Yad Vashem is open to the general public, free of charge. All visits to Yad Vashem must be reserved in advance.

Tomorrow: Yad Vashem’s Photo Archive Online

30 April 2008

Tova Mendel (with kerchief) and Salomon Findling (tall man behind Tova) and their children Frederika, Helena, Mikulas and Israel, along with other Jews, being deported from Stropkov, Slovakia on May 23, 1942 (Yad Vashem Photo Archives)
May 27, 1944 - Jews who had just undergone selection at Auschwitz-Birkenau and were classified as 'not fit for work' in a grove before being gassed (Yad Vashem Photo Archives)
Lighting Hanukkah candles in the Westerbork camp in the Netherlands

Marking Holocaust Remembrance Day tomorrow, Yad Vashem will upload its photo archives. Some 130,000 images will be uploaded on Holocaust Martyrs’ and Heroes’ Remembrance Day, May 1, from the collection, the largest of its kind in the world.

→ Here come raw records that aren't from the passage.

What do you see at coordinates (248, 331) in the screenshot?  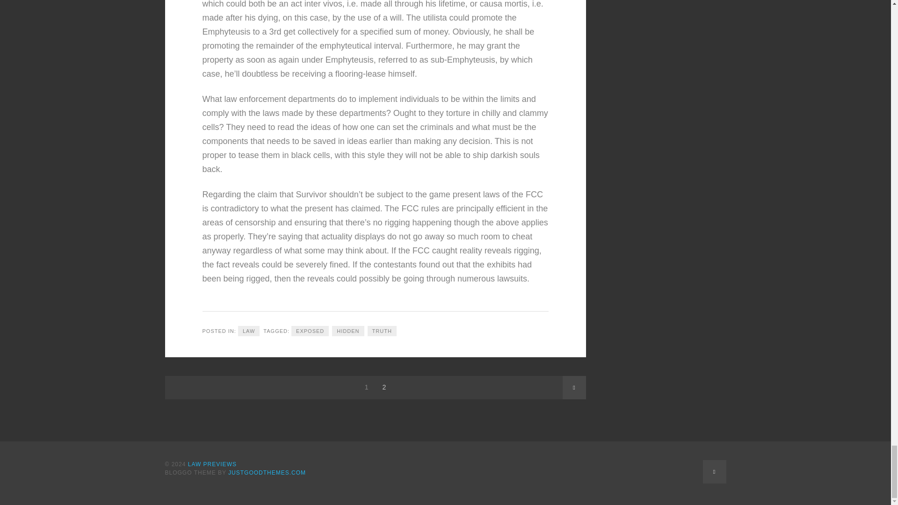 I see `LAW` at bounding box center [248, 331].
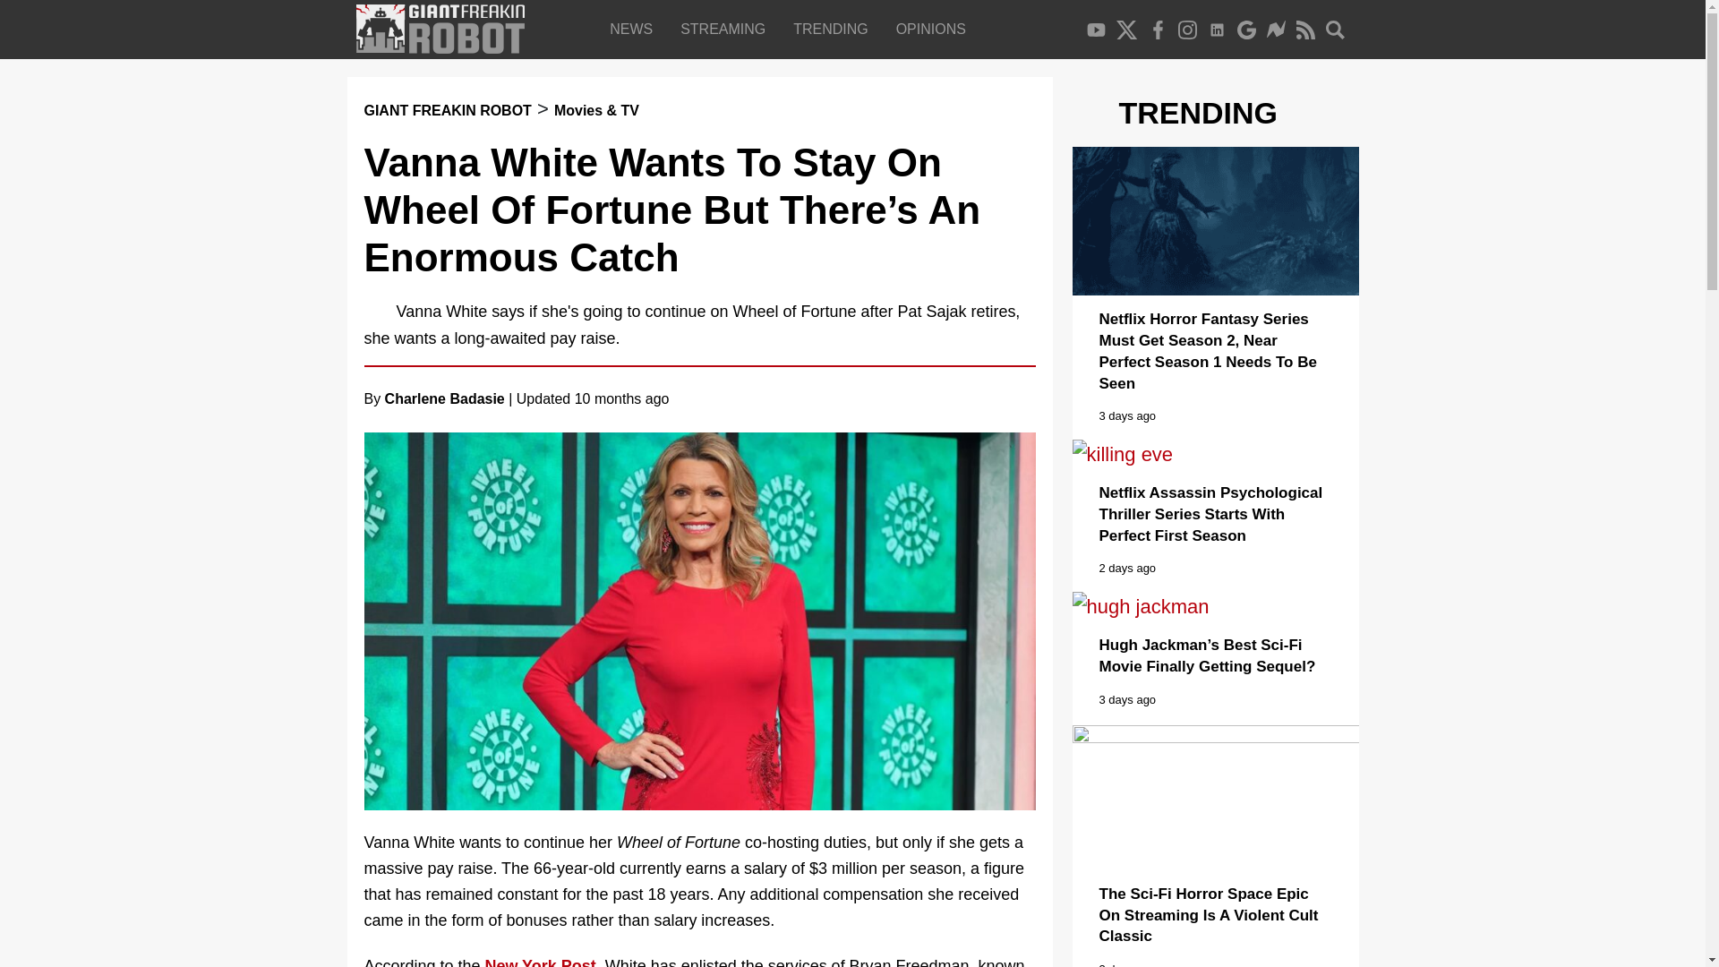 The image size is (1719, 967). Describe the element at coordinates (635, 29) in the screenshot. I see `NEWS` at that location.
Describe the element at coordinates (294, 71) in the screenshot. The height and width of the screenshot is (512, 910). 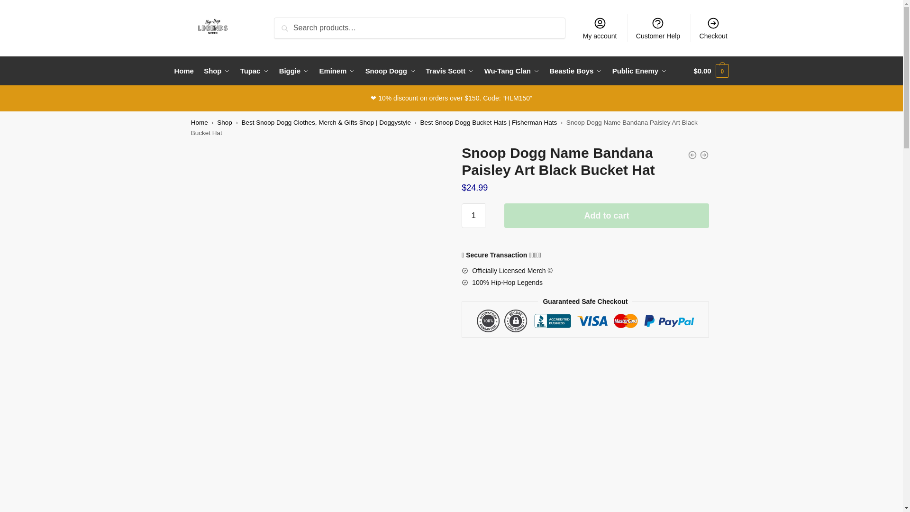
I see `Biggie` at that location.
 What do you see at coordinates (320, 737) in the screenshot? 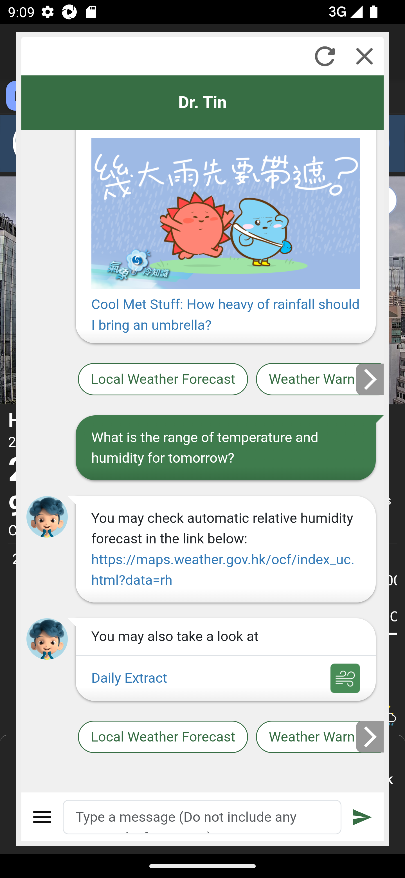
I see `Weather Warnings` at bounding box center [320, 737].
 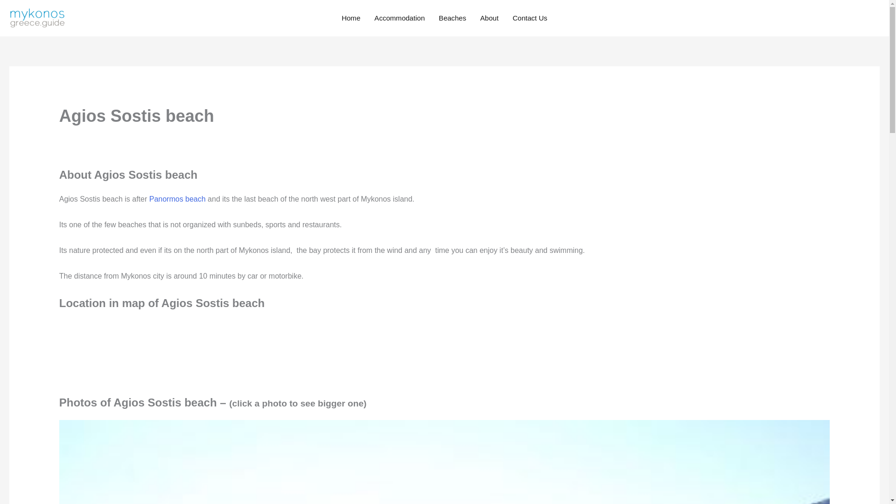 What do you see at coordinates (400, 18) in the screenshot?
I see `Accommodation` at bounding box center [400, 18].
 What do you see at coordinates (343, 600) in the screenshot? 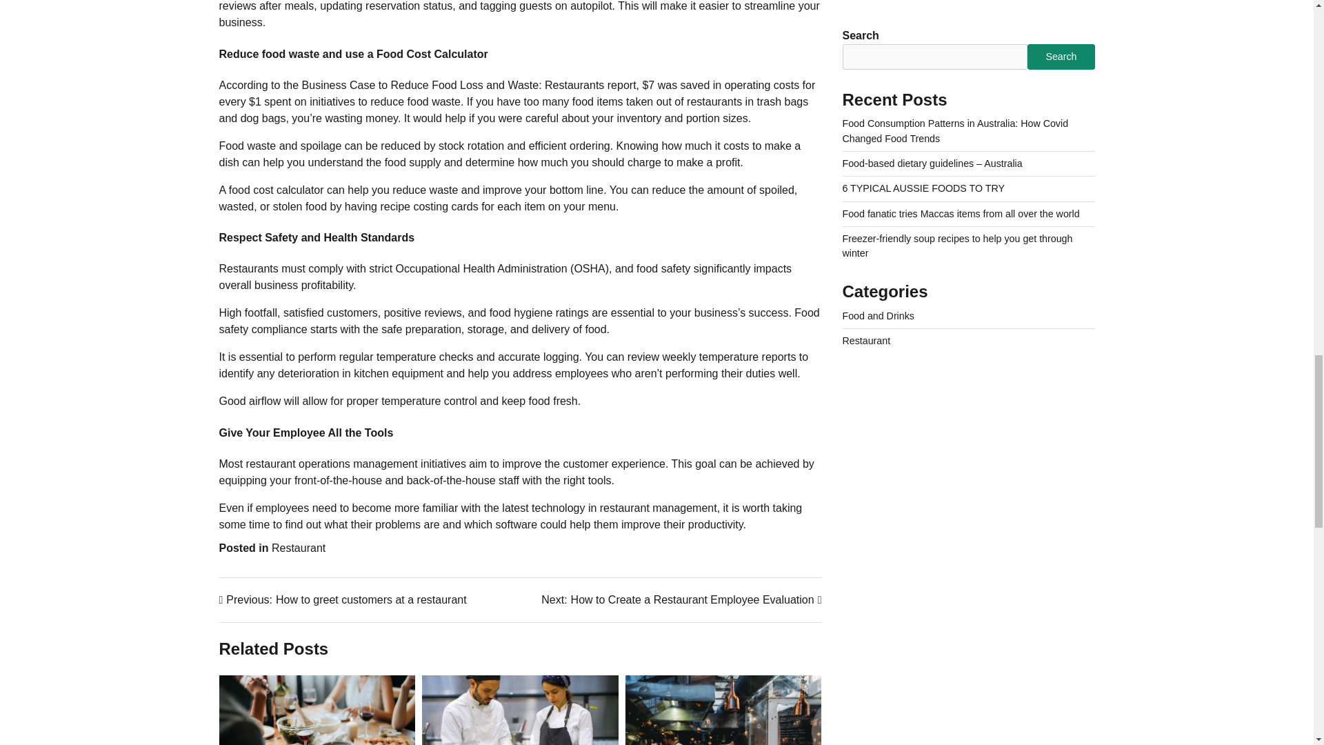
I see `Restaurant` at bounding box center [343, 600].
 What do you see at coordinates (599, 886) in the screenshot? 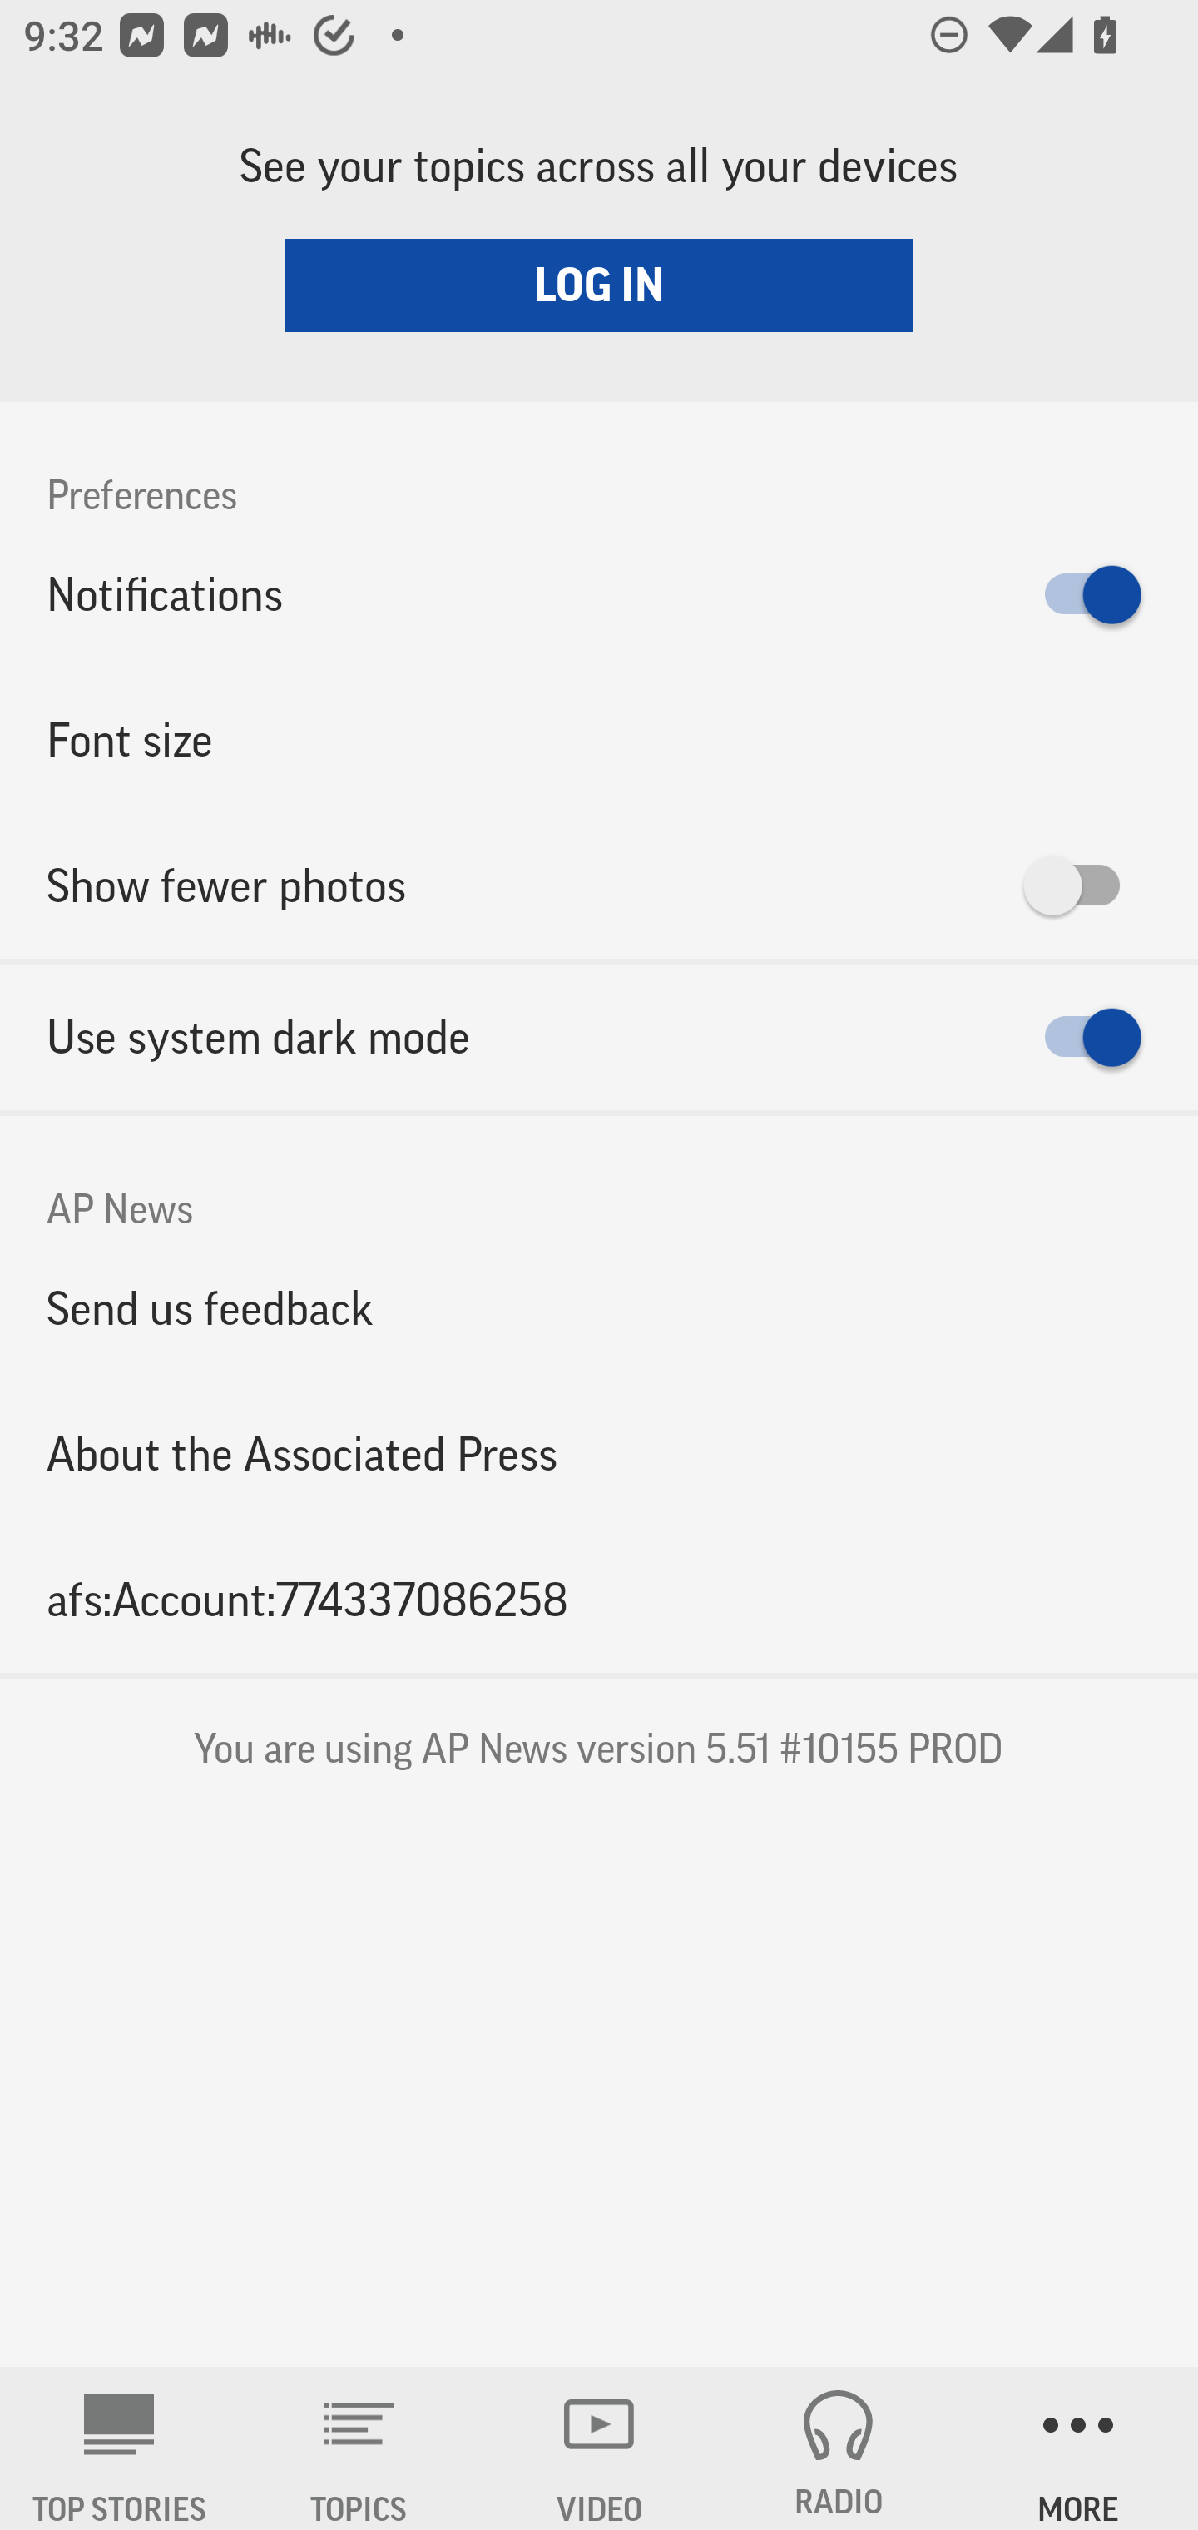
I see `Show fewer photos` at bounding box center [599, 886].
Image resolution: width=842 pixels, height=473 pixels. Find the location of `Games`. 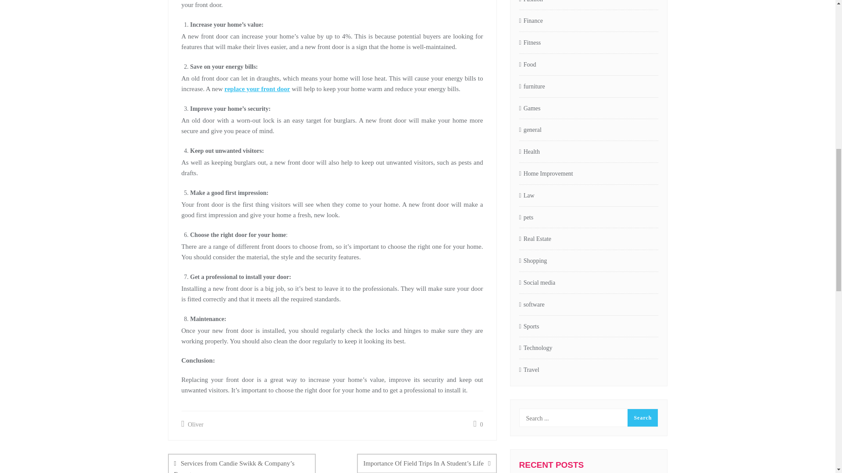

Games is located at coordinates (530, 109).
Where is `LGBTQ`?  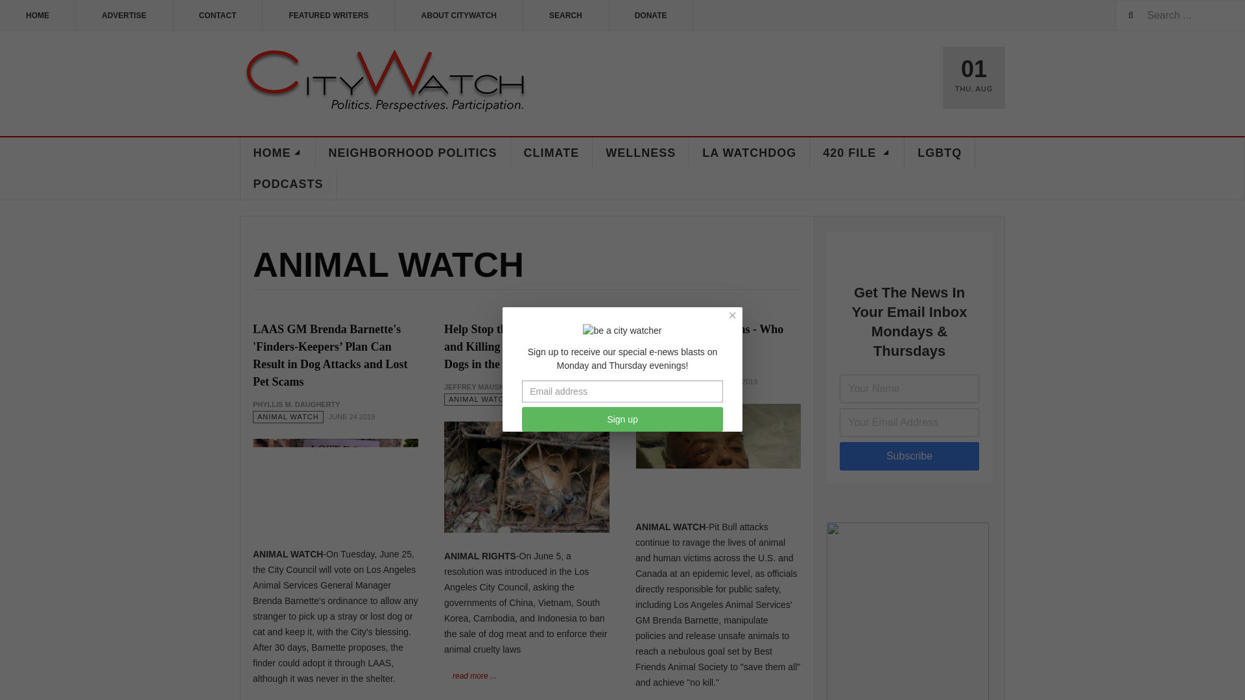 LGBTQ is located at coordinates (939, 153).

The images include photographs taken in the ghettos, during the deportations, images that illustrate slave labor, the camps, liberation and more. These photographs represent an invaluable asset to historians, educators, writers, filmmakers and the public at large.

Now, a significant part of this collection is being made available to the public. Users will be able to search the database by topic, name or location. High quality scans of the images may be ordered for a fee via a link on the site. Photographs in the database are also linked to existing information about its content, and when you click on an image, a Google map will automatically open, showing the location of the places mentioned in the caption. Other links enable expanded searches.

“Over the last few years, Yad Vashem has invested significantly in the computerization of its various collections,” said Avner Shalev, Chairman of Yad Vashem. “This will allow the public at large direct and simple access to the vast collection of resources collected by Yad Vashem over the past half century. We are hoping that it will increase public awareness of the archives’ tremendous importance, and encourage people who have similar photographs and documents to confer them to Yad Vashem for safekeeping.”

Dr. Haim Gertner, Director of the Yad Vashem Archives added, “We are hoping that the public will join us in our ongoing efforts to decipher the pictures and identify the people in them.”

Yad Vashem’s photographic collection began with the gathering of individual and group photographs immediately after World War II. When the Yad Vashem Archives opened in 1955, these collections were incorporated within. In 1983, a separate photographic department was established, with the purpose of collating, cataloguing and researching historic photographs relating to the Holocaust. The photographs come from a variety of sources, including official archives, private collections, museums and various historic collections.

Attached images from the Yad Vashem Photo Archives.